I’ve added another new page to my site: How to find syllable boundaries in Hanyu Pinyin.
After you’ve read it and its companion piece on apostrophes in Hanyu Pinyin, be sure to take the Pinyin syllable-break quiz.
I’ve added another new page to my site: How to find syllable boundaries in Hanyu Pinyin.
After you’ve read it and its companion piece on apostrophes in Hanyu Pinyin, be sure to take the Pinyin syllable-break quiz.
Following your links to , I saw:
Einstein (Ài’?ns?t?n)
Shouldn’t that be Ai’yinsitan? (I’ve also seen Ai’ensitan.)
I like your work on pinyin. But I wonder about the things you do with the hyphen (-) and apostrophe (‘) to make it more readable. In Taiwan they already forget the apostrophe all the time with the Wade system (rendering it useless) so I wonder if it is really a good idea to propose this (pepople will not pout it there its needed). Also someone who is not familiar with hanyu pinyin will have trouble (if the apostrophe isnt after each sylable for a word. I noticed this from working with the 3000 Frequent Chinese characters book from Far East) Does the hyphen and apostrophe reflect any kind of standard? Is there a ISO standard for pinyin (if yes which number?). What is great about your idea though is that you at least don’t write everything in messy uppercase to show diffrences :P
Perhaps I should stress more that these aren’t my ideas about hyphens and apostrophes; these are what the rules call for. By this I’m referring especially to the Basic Rules of Hanyu Pinyin Orthography (which has been official in the PRC since 1996) and to Chinese Romanization: Pronunciation and Orthography and the Xinhua Pinxie Cidian, both by Yin Binyong.
The fact that people unfamiliar with the rules tend to get them wrong is hardly surprising. It certainly doesn’t mean that rules are unnecessary or that hyphens and apostrophes aren’t necessary. (They’re no less necessary in Pinyin than they are in English orthography.) Perhaps the rules will change over time in response; after all, that’s what happens with languages. But rules are ignored at our peril, especially in the relatively early stages of getting something established. The rules of English orthography are more easily bent and even broken; but that’s because everyone’s familiar enough with the conventions that they can usually make out what is meant. Pinyin, on the other hand, isn’t well enough established yet “among the masses” as a full writing system that it can be written willy-nilly. Thus, I consider the Taipei City Government’s tendency to write “RenAi” rather than “Ren’ai” no more acceptable than for, say, Taiwan’s official world maps to label “New York” as “NuYork”.
And, anyway, if people are going to use camel caps (which I hate, hate, hate), they’d need to use them 100 percent of the time with polysyllabic words; on the other hand, apostrophes are needed with just about 2 percent of polysyllabic words. It’s obvious which of the two is the least trouble.
Pinyin is in ISO (ISO-7098:1991). It would be nice if the specifications, which are just 5 pages long but cost some US$37, give an accurate description of Pinyin. But I doubt it — and I’m certainly not going to rely on what ISO says, other than perhaps for a syllable list.
Thanks for the catch on Ài’?ns?t?n, Joe. You’re right about the y, though it doesn’t need the apostrophe.
The odd spelling is what’s in my original, though not in the somewhat expanded translation of the same rules in the ABC Chinese-English Comprehensive Dictionary. I’ll change it to Àiy?ns?t?n.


■ **Task to carry out**
For this exercise, return only the lines in the records below from the one holding "Decompose this screenshot" through the one holding "Detect and localize", including both, exactly as they appear and without pictures.

(Records provided begins)

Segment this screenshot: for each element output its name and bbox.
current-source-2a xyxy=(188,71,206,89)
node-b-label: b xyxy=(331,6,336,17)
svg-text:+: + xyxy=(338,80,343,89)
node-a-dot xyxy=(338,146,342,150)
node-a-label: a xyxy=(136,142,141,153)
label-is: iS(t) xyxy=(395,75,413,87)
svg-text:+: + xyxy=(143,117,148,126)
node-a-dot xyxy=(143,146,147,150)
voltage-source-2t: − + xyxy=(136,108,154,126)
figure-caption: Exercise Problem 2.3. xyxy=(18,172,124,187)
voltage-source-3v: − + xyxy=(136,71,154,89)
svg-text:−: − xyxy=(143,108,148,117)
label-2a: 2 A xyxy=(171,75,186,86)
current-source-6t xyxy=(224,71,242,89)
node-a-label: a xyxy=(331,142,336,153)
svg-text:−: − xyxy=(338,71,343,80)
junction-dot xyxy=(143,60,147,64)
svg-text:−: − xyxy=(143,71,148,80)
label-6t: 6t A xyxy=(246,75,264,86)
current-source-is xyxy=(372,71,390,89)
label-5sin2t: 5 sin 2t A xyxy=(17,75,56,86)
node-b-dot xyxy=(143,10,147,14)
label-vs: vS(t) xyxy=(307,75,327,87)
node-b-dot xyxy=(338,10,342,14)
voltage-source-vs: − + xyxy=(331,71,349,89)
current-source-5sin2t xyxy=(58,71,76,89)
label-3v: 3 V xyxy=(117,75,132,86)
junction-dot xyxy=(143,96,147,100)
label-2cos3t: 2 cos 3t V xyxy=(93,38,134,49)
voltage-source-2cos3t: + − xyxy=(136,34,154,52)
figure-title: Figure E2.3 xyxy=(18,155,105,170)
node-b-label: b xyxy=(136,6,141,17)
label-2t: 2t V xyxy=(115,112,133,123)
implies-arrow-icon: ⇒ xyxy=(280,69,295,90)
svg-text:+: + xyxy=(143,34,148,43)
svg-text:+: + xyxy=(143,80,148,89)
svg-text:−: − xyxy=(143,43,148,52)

(Records provided ends)
(Records provided begins)

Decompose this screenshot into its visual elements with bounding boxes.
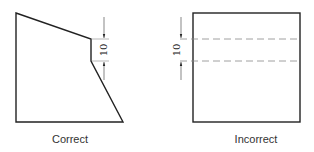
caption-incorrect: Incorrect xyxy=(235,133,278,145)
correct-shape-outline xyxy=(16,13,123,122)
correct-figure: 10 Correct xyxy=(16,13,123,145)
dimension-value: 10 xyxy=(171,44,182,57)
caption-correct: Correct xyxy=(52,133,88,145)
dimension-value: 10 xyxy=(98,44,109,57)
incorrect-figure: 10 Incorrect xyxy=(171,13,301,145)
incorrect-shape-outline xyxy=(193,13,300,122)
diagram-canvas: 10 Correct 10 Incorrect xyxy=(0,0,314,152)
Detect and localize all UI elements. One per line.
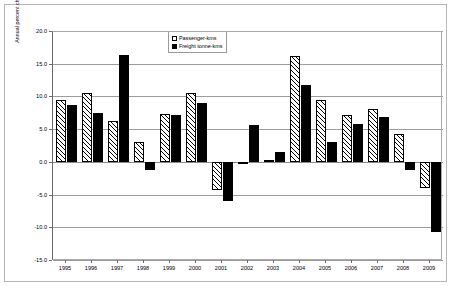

(Records provided ends)

■ **Result of the exercise**
Decompose this screenshot into its visual elements with bounding boxes.
caption-incorrect: Incorrect xyxy=(235,133,278,145)
correct-shape-outline xyxy=(16,13,123,122)
correct-figure: 10 Correct xyxy=(16,13,123,145)
dimension-value: 10 xyxy=(171,44,182,57)
caption-correct: Correct xyxy=(52,133,88,145)
dimension-value: 10 xyxy=(98,44,109,57)
incorrect-figure: 10 Incorrect xyxy=(171,13,301,145)
incorrect-shape-outline xyxy=(193,13,300,122)
diagram-canvas: 10 Correct 10 Incorrect xyxy=(0,0,314,152)
Detect and localize all UI elements. One per line.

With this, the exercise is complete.